The old man glared at Portos for a long moment, then grated in a frigid tone, “Senior Captain, do not ever again display such a degree of temerity as to feed me back my own words, not if you’d keep that ugly head on those shoulders and the flesh on the bones of your back. You and everyone else with two bits of brain to rub together knew just what I meant when I called him a mercenary scoundrel, and it was not a description of his rank or his status in my army, either. If you don’t—really don’t—know just what I meant, then you are an utter dunce and should not be commanding a section, much less a brigade, in any kind of an army!”

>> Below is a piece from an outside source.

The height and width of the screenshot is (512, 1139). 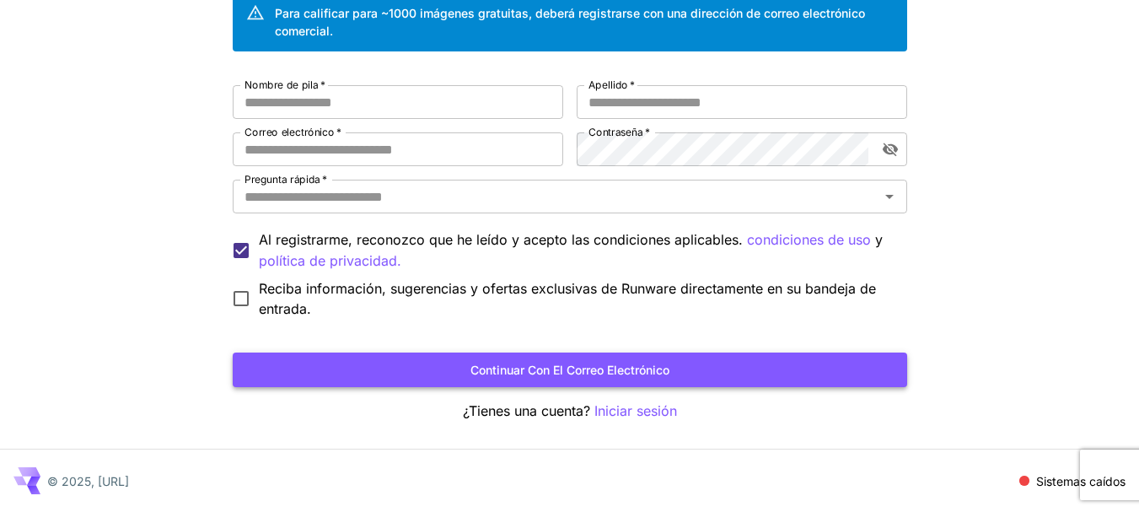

Looking back at the still-rigid Bralos, he growled, “All right, my lord Captain Vahrohnos, you and your sly chicanery have stolen a march on me … this time. But be you warned, I am long in forgetting and I never forgive. I mean to see you dead for this, soon or late, I mean to see you die under circumstances that will reflect no slightest shred of honor on either you or the misbegotten house that was responsible for putting a thing like you out into the world, of afflicting decent folk with the fox-shrewd stench of you. Take your slimy document and get you out of my sight! Dismiss!”

Outside, Bralos mounted but sat his horse until Portos came out, his olive face black with suppressed rage, his big hands clenching and unclenching, his movement stiff, tightly controlled. But he spoke no word to Bralos until they were both well clear of the army headquarters area.

“Bralos, had it just been reported to me, I doubt that I would’ve, could’ve, believed it. But I heard it, heard it all. I can only surmise that the man is going— hell, has gone—stark, staring mad. Man, you just don’t talk to the senior officers of your army that way unless in strictest privacy. He had some choice slights for me, too, after he’d dismissed you, and hearing him I could not but think of how good it would be to see him laid out on a pyre, for all that we have no officer capable of replacing him. He couldn’t be as vicious toward me as he could and was toward you, of course, because I’m his peer in civil rank and I could call him out, force him to fight me breast to breast in a formal duel. But what he could get away with saying, he said.